Teaching ethics and integrity in schools is not a cure for corruption

What you need to know:

Alternative. ....rather than just expend a lot of time lecturing students on the fundamentals of ethics and integrity, we need to seriously address the “missing links” that would help to translate the knowledge so gained into tangible learning outcomes.

With corruption seemingly spiraling out of control in Uganda, there is a growing chorus of voices calling for the introduction of ethics and integrity in school curricula as a mitigating intervention. But as to whether virtue, chastity, morality or ethics and integrity can really be taught and learnt in classroom settings is anyone’s guess.
It was Socrates, the ancient Athenian philosopher, who once said virtue cannot be taught. And, I partially agree. A course on ethics and integrity is not like a polio vaccine. We cannot hope to inoculate youthful Ugandan students who have been inclined toward unethical behaviour for the past so many odd years against corruption by simply giving them classroom knowledge. Tangible results can only be realized when those students can correctly apply that knowledge. That means the conditions for the proper translation of that knowledge into practice must exist, in the first place. And this is where the problem is.
I can vividly recall how, during my formative primary school days, our teachers would never tire of reminding us about the primary healthcare imperative of washing our hands before and after eating anything and also after every visit to the toilet. Notwithstanding the mastery we had acquired of these basic hygiene-promoting facts, we rarely behaved and acted as expected. Nor did our enthusiastically devoted teachers! We failed to have our newly acquired knowledge reflected in our daily behaviour and actions for several reasons. First; because the school failed to regularly provide the requisite wash basins, water and soap for us to be able to wash our hands as advised. Secondly; as children, we were motivated to study basic hygiene not because we genuinely wanted to push our degree of compliance with these critical hygienic requirements to a higher pedestal, but more because we merely wanted to pass class tests. Thirdly and perhaps most importantly, our teachers turned up to be poor role models since they too were not practicing what they were “preaching”. In other words, all what our teachers left behind for us to emulate was a negative “demonstration effect”. These three shortcomings constituted the key “missing links” in our primary school’s basic hygiene initiative.
In the same way, the teaching and learning of ethics in schools is not likely to yield the expected behavioral improvements among the beneficiary students. Why? Because I see a couple of “missing links” in this proposed initiative too. To begin with, it would be gross naivety to expect such improvements to occur in an environment where calamitous corruption (open fraud, kitu kidogo, sex for marks, “holy” water/rice sales, opportunistic legislation, vote buying, money laundering, sectarianism/tribalism, hegemony, etc.) is overtly being orchestrated by the current crop of crooked parents, politicians, government officials, business executives, school teachers and even religious leaders. All these would be role models are, in effect, “damaged materials” who are bequeathing to the young population a largely negative “demonstration effect” to build on! Hence, the cyclic pattern of intergenerational transfer of a culture of corruption and impunity in the country.
In addition, a good number of Ugandan students choose to study a given course or subject combination principally because they just want to get a paper qualification that will subsequently earn them paid employment. Rarely is it because they are authentically interested in upgrading their intellectual or technical proficiencies. That is why a student teacher will most likely abandon lesson planning immediately after graduation; a trainee doctor will trash the underlying logic of the Hippocratic Oath soon after completing internship; and a newly qualified vet doctor will controversially clear for sale the carcass of a cow that died of foot and mouth disease for human consumption!
So, rather than just expend a lot of time lecturing students on the fundamentals of ethics and integrity, we need to seriously address the “missing links” that would help to translate the knowledge so gained into tangible learning outcomes. Among other things, our leadership ought to be mindful of the “demonstration effect” of their management styles. Government additionally needs to build and utilise systems and institutions that minimise the opportunity and temptation to behave unethically. And students need to be mentored to embrace principled decision-making as opposed to opportunistic reasoning.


_YOUR ASSIGNMENT_
Look through the entries below and show every line containing the word "laptop".

[Collected data entries]

════════════════════

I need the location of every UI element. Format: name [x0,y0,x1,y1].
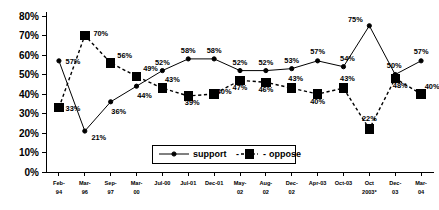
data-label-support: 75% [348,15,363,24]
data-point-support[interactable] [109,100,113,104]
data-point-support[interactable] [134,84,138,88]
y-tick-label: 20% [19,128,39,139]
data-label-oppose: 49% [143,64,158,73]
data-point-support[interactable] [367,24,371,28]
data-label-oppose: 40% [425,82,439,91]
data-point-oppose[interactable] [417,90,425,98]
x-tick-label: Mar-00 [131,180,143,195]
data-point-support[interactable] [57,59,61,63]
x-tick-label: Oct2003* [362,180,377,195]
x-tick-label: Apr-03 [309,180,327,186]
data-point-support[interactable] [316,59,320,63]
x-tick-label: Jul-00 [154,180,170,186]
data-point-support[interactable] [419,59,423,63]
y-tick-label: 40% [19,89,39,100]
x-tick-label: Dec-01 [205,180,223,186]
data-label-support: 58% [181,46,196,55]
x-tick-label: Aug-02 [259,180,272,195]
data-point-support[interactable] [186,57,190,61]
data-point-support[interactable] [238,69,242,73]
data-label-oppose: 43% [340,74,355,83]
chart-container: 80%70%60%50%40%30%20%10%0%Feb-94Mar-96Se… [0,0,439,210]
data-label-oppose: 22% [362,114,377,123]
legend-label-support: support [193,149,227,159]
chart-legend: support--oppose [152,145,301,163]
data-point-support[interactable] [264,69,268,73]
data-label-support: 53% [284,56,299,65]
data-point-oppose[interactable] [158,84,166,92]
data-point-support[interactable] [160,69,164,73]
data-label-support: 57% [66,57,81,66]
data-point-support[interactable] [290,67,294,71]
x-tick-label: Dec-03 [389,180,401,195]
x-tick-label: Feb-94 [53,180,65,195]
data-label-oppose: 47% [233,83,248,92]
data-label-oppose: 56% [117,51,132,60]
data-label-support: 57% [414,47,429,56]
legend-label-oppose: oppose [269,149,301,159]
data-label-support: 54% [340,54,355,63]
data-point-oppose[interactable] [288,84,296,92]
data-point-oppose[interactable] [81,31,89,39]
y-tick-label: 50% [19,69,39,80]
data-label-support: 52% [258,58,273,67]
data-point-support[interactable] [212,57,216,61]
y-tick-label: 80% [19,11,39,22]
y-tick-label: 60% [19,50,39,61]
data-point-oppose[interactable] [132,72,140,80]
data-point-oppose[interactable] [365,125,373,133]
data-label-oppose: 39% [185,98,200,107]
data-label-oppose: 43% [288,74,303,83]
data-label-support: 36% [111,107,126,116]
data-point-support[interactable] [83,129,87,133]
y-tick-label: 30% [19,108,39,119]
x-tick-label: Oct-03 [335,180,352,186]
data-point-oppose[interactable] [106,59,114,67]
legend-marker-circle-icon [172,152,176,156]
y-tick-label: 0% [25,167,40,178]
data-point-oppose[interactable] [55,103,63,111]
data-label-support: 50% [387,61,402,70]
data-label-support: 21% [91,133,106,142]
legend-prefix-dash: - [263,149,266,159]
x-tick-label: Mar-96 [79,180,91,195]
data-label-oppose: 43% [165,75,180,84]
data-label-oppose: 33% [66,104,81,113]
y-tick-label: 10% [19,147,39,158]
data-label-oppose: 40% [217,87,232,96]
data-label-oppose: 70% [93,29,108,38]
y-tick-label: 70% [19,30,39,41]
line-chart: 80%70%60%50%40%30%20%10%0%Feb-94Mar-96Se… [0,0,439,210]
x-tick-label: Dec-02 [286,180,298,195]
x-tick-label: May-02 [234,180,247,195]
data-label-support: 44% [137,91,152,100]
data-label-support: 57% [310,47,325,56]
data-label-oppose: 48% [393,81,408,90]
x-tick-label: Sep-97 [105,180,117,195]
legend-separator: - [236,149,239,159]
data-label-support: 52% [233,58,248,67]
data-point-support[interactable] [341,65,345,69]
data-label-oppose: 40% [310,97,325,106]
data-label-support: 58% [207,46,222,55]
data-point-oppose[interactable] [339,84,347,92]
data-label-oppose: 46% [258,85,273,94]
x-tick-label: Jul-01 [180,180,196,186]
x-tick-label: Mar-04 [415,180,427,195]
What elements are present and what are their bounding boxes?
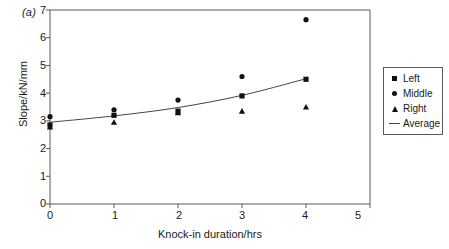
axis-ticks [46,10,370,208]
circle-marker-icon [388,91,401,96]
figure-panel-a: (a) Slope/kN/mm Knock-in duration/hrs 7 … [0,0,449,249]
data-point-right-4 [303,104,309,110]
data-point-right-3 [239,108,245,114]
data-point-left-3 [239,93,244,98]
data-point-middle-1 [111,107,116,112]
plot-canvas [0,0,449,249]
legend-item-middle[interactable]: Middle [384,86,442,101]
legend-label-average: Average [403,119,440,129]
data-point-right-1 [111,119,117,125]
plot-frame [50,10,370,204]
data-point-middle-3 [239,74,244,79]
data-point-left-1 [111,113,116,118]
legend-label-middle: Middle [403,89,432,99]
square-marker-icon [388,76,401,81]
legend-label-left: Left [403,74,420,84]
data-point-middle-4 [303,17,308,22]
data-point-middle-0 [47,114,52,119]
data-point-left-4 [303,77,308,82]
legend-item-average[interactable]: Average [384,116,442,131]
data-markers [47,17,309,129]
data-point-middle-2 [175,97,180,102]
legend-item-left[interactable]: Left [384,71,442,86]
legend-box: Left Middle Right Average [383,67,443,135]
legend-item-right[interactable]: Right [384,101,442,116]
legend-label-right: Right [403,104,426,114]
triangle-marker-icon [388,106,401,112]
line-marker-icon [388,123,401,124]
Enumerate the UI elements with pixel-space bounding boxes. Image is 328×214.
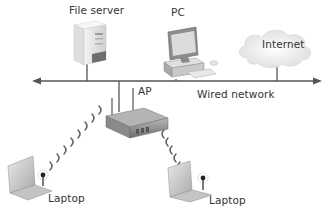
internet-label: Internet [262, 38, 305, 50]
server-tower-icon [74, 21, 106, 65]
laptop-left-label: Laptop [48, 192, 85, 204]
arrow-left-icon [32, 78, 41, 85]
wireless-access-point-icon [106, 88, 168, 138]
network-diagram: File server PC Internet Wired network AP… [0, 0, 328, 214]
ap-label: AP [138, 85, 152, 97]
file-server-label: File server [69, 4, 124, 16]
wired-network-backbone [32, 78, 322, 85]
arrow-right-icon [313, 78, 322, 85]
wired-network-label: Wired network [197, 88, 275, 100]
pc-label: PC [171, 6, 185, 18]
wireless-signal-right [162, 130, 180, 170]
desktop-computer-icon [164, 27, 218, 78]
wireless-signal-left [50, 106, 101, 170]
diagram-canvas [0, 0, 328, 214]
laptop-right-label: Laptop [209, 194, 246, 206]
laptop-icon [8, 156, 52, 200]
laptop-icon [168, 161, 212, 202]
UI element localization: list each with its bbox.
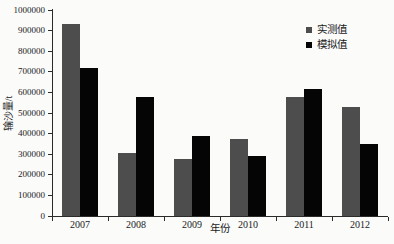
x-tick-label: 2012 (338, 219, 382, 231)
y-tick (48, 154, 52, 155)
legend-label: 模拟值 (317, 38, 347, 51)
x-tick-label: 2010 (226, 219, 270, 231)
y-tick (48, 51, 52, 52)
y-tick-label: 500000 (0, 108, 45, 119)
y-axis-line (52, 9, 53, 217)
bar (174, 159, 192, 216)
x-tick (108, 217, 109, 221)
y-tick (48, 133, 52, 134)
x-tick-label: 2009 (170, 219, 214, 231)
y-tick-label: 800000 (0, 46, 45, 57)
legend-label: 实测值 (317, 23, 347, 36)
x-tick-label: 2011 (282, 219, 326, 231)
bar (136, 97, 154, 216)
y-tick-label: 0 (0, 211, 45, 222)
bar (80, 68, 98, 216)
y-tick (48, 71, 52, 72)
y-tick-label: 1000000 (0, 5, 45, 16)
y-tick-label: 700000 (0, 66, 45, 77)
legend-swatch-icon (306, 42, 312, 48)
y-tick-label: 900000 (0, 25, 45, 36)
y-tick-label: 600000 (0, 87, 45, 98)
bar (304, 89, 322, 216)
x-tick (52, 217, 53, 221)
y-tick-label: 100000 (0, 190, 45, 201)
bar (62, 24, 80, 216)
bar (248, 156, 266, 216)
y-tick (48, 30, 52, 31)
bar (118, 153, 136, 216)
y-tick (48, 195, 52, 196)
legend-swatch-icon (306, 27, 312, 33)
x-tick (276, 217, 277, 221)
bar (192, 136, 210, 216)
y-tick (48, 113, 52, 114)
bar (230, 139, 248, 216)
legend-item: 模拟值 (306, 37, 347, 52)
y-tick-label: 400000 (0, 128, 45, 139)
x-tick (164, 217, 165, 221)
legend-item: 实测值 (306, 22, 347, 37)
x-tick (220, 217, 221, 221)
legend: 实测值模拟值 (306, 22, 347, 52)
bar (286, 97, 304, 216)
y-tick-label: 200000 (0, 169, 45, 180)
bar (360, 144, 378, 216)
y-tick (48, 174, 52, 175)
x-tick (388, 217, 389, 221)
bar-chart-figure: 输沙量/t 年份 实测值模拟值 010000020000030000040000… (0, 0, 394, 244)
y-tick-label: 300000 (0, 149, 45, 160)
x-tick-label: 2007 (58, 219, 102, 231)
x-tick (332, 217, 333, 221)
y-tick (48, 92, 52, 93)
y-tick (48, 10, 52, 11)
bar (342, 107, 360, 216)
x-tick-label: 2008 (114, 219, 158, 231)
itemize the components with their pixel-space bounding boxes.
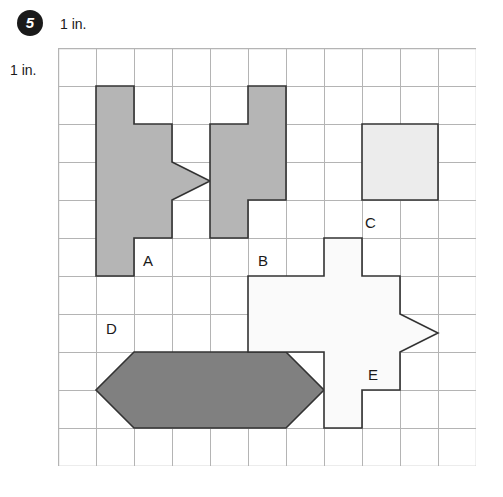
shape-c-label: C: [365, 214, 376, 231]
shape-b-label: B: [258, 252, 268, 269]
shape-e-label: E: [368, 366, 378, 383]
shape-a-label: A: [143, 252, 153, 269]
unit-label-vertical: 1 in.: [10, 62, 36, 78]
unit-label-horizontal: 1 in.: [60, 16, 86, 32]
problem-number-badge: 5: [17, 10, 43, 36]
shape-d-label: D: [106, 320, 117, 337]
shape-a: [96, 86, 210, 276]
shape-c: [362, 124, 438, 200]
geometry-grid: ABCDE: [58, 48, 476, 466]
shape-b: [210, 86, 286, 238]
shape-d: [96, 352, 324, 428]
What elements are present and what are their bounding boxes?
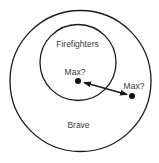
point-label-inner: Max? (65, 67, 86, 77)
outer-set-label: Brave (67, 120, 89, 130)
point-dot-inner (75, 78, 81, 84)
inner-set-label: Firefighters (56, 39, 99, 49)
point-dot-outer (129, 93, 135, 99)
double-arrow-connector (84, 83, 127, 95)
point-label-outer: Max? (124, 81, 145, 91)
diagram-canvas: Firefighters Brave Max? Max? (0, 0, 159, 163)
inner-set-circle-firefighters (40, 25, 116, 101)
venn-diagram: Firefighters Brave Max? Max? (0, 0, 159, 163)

════════════════════

_EXERCISE ANSWER_
laptop-left-label: Laptop [48, 192, 85, 204]
laptop-right-label: Laptop [209, 194, 246, 206]
laptop-icon [8, 156, 52, 200]
laptop-icon [168, 161, 212, 202]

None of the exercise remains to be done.